Verify the remote URL is correct:
git remote -v
# Should show the correct repository URLCheck if the remote repository exists:
git ls-remote origin
# Lists all refs on the remote
# Empty output means the remote is empty or unreachableForce push (use with caution):
git push -u origin main --forceWarning: Force pushing overwrites the remote branch. Only use this on new repositories or when you are certain about what you are doing.
Check for a packed-refs vs loose-refs mismatch. Git stores branch tips either as files under .git/refs/heads/ or packed inside .git/packed-refs. Tools that edit packed-refs by hand (or interrupted git gc runs) can leave the ref unresolvable even though git branch lists it. Run git pack-refs --all to consolidate, then retry the push.
Check for a stale HEAD file. If .git/HEAD contains ref: refs/heads/main but .git/refs/heads/main is missing, git status reports On branch main while every push fails. Make a commit with git commit --allow-empty -m "bootstrap" to materialize the ref.
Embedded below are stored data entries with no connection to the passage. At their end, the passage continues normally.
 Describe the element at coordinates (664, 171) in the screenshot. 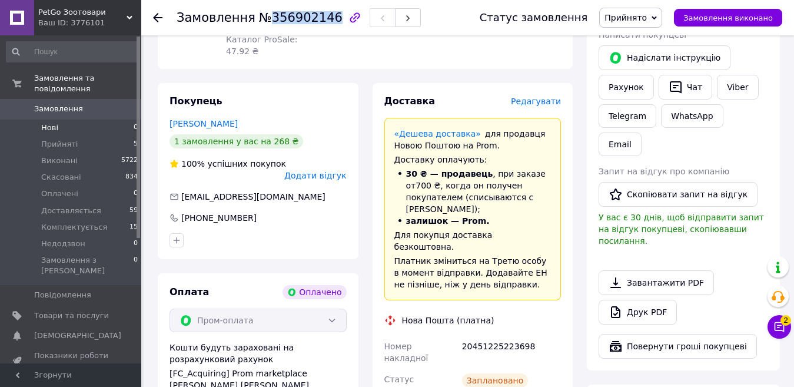

I see `span: Запит на відгук про компанію` at that location.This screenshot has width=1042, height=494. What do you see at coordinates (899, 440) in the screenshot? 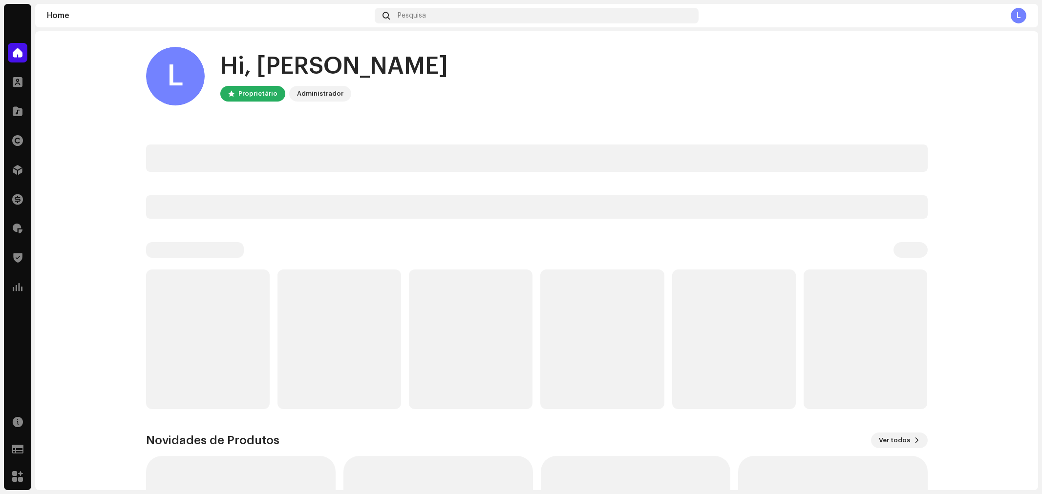
I see `button: Ver todos` at bounding box center [899, 440].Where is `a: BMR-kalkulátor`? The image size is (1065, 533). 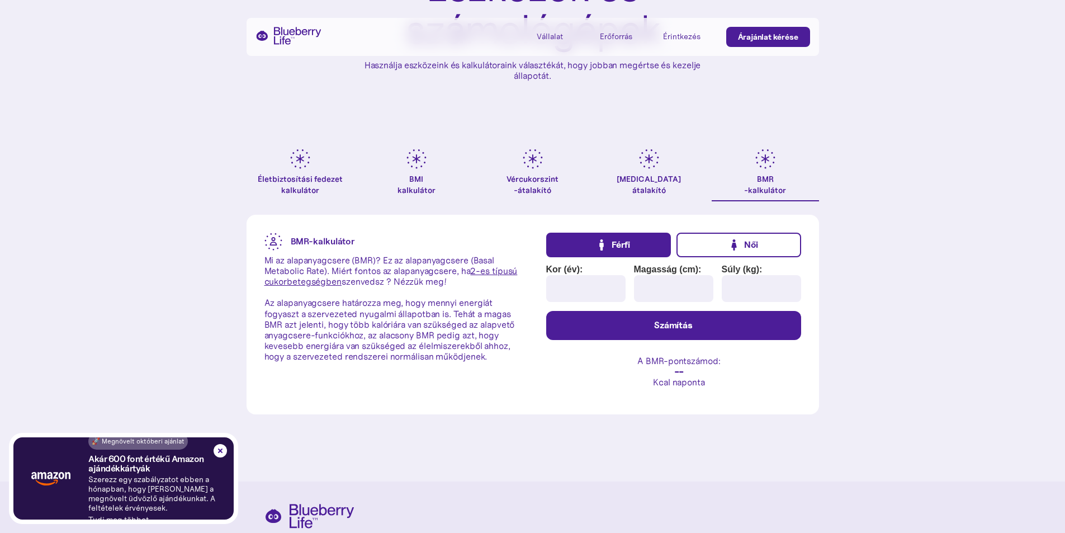 a: BMR-kalkulátor is located at coordinates (765, 175).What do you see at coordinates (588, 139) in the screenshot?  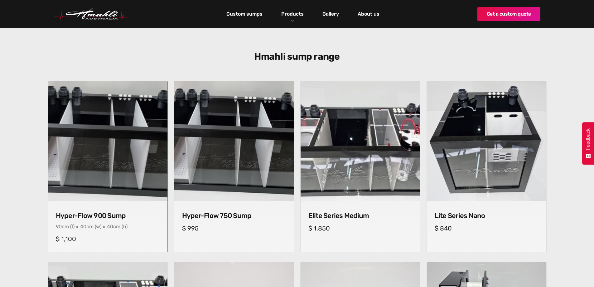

Check the hook output. A pre-push hook that prints nothing but exits non-zero looks identical to a refspec mismatch in some terminals. Run GIT_TRACE=1 git push origin main 2>&1 | head -40 to see what Git is actually executing.
Check for credential issues. If the remote URL is correct but push still fails, the error might be an authentication issue disguised as a refspec error. See Fix: error: failed to push some refs for push-related errors and Fix: git permission denied publickey for SSH authentication issues.
For other Git branch issues, see Fix: Git cannot lock ref — a related ref-management failure with similar symptoms.
Solo developer based in Japan. Every solution is cross-referenced with official documentation and tested before publishing.